3.7/3.8 FileStream compatibility and Seaside/KomHttpServer

Yoshiki Ohshima yoshiki at squeakland.org
Sun Mar 6 17:14:53 UTC 2005


  Torsten,

> When running the application here my web images served by the internal
> KomHttp Server did'nt 
> display on the webpages.

  What is in the file pointed to by fullFilePath?

> After comparing the images I've found that
> ModFile>>processHttp 
> includes the following code:
> 
>           HttpResponse current: (HttpResponse 
> 				fromStream: (FileDirectory default readOnlyFileNamed: fullFilePath)).

  Depending on what you want it to do, one way the portion of code
should like is:

fileStream _ FileDirectory default readOnlyFileNamed: fullFilePath.
fileStream ifNil: [^ false].
HttpResponse current: (HttpResponse 
			fromStream: (fileStream binary contentsOfEntireFile readStream).
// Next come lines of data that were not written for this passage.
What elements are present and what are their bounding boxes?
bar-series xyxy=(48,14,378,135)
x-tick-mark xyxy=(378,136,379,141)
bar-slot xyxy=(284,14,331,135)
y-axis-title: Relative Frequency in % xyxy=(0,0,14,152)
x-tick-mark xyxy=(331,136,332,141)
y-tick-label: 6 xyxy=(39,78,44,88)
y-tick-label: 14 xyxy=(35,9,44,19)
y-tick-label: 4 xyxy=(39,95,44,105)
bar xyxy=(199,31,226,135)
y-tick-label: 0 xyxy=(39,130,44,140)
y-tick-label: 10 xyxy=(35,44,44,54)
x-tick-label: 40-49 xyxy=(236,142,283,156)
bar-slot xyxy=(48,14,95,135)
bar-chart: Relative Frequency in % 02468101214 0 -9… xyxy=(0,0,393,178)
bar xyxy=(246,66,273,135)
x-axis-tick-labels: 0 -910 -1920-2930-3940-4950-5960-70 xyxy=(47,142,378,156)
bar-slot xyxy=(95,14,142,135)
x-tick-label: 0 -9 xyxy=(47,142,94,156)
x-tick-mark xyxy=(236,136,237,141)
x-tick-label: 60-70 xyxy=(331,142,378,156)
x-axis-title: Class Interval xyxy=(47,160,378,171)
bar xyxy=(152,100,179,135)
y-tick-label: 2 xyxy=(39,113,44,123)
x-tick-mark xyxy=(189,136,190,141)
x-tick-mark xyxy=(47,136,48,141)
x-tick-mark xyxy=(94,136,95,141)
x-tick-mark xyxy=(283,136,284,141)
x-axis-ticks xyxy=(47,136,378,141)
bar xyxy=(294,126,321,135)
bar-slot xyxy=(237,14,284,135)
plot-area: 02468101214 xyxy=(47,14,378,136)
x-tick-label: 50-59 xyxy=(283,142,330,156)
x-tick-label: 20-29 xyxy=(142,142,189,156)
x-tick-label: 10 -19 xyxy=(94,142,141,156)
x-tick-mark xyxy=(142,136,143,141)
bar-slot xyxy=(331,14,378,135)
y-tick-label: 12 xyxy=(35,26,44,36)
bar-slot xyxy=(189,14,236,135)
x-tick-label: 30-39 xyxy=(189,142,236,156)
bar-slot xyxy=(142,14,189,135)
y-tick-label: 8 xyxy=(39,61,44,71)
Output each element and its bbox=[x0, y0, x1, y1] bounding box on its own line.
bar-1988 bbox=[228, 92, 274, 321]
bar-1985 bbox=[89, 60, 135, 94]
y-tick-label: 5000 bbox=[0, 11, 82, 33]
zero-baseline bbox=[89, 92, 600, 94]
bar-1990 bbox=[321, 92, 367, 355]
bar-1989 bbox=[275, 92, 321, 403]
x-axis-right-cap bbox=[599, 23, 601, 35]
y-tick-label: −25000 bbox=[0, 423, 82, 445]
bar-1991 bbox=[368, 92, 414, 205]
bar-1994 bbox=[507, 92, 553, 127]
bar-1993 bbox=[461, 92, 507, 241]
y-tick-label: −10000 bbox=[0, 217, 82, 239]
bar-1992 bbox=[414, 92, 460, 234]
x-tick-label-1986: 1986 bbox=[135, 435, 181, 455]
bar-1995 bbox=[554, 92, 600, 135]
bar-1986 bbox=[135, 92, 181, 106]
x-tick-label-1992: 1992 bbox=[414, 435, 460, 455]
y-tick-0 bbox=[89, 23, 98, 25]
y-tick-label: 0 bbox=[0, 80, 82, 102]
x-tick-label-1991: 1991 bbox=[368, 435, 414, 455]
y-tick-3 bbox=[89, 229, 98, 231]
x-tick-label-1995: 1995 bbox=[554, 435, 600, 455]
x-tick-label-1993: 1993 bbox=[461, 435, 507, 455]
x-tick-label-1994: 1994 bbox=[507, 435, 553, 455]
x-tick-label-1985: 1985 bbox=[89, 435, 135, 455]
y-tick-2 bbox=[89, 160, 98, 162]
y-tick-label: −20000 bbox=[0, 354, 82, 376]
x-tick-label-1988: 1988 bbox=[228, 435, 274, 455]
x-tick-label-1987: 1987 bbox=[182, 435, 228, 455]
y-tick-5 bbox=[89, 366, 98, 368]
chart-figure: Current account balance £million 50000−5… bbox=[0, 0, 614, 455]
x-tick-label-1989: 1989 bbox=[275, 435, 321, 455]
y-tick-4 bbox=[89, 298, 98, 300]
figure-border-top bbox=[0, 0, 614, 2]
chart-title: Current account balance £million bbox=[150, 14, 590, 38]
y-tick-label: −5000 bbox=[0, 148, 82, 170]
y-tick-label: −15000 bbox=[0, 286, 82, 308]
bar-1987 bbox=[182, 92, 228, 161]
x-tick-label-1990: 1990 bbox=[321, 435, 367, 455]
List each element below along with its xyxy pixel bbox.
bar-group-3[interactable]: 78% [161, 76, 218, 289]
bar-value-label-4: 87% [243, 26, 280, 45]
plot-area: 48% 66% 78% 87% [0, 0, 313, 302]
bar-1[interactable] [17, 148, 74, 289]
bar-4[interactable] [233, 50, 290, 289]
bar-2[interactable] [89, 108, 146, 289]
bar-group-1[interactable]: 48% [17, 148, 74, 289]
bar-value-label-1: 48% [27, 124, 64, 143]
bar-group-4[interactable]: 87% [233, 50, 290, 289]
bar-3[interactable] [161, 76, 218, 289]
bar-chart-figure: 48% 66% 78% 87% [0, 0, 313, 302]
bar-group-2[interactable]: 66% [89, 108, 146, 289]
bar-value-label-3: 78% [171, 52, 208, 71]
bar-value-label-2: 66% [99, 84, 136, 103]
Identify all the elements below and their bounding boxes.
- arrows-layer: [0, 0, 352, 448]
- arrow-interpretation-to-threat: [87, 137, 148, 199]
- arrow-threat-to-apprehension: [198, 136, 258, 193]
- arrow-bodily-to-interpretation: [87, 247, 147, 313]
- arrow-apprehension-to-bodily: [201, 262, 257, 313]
  The idea is to use #binary where the code shouldn't do
anything with encodings of the file contents.

  I haven't tried this code, so don't know if you can use a binary
stream there, though.  (But it should.)

(By the way, #isAFileNamed: check doesn't make too much sense.  You
can't tell if you can open a file until you try to open it.  Also,
keepng an opened file around doesn't look a great idea...)

(Looking at #fromStream: implementation, I think MultiByteFileStream
should implement #mimeType and adds the content-type: field based on
the converter...)

> I could easily fix the seaside image by changing
> FileStream(class)>>concreteStream to return a 
> StandardFileStream again - but I don't know about the side effects this will
> have in the 3.8 image.

  Yeah, it breaks many other places.

> Question left is how we can handle the 3.7/3.8 differences in
> Seaside/KomHttp and other applications.

  KomHttp should be updated.

  Who is the maintainer of KomHttp in these days?